Was this page helpful?
Thanks for your feedback!
Chat with us
Chat with us on our #docs channel on slack. You can also join a lot of other slack channels there and have access to 1-on-1 communication with members of the R3 team and the online community.
Propose documentation improvements directly
Help us to improve the docs by contributing directly. It's simple - just fork this repository and raise a PR of your own - R3's Technical Writers will review it and apply the relevant suggestions.
We're sorry this page wasn't helpful. Let us know how we can make it better!
Chat with us
Chat with us on our #docs channel on slack.
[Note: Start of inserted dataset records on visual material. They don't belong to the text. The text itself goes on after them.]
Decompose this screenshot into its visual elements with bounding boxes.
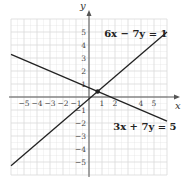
y-axis-label: y [79, 0, 86, 11]
x-tick-label: 4 [139, 99, 144, 108]
y-tick-label: −4 [75, 145, 86, 154]
y-tick-label: −1 [75, 106, 86, 115]
axes: x y [9, 0, 181, 177]
y-tick-label: 2 [81, 67, 86, 76]
equation-label: 6x − 7y = 1 [104, 28, 167, 39]
x-tick-label: 1 [100, 99, 105, 108]
x-tick-label: −3 [44, 99, 55, 108]
y-tick-label: −2 [75, 119, 86, 128]
y-tick-label: 3 [81, 54, 86, 63]
x-tick-label: 5 [152, 99, 157, 108]
y-tick-label: −5 [75, 158, 86, 167]
y-axis-arrow-icon [87, 10, 92, 16]
x-axis-label: x [175, 100, 181, 111]
points [95, 89, 99, 93]
x-tick-label: −4 [31, 99, 42, 108]
y-tick-label: −3 [75, 132, 86, 141]
linear-system-graph: x y −5−4−3−2−1124554321−1−2−3−4−5 6x − 7… [0, 0, 183, 184]
x-tick-label: −5 [18, 99, 29, 108]
x-tick-label: −2 [57, 99, 68, 108]
intersection-point [95, 89, 99, 93]
y-tick-label: 4 [81, 41, 86, 50]
y-tick-label: 5 [81, 28, 86, 37]
x-axis-arrow-icon [174, 95, 180, 100]
equation-label: 3x + 7y = 5 [113, 121, 176, 132]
You can also join a lot of other slack channels there and have access to 1-on-1 communication with members of the R3 team and the online community.
Create an issue
Create a new GitHub issue in this repository - submit technical feedback, draw attention to a potential documentation bug, or share ideas for improvement and general feedback.
Propose documentation improvements directly
Help us to improve the docs by contributing directly. It's simple - just fork this repository and raise a PR of your own - R3's Technical Writers will review it and apply the relevant suggestions.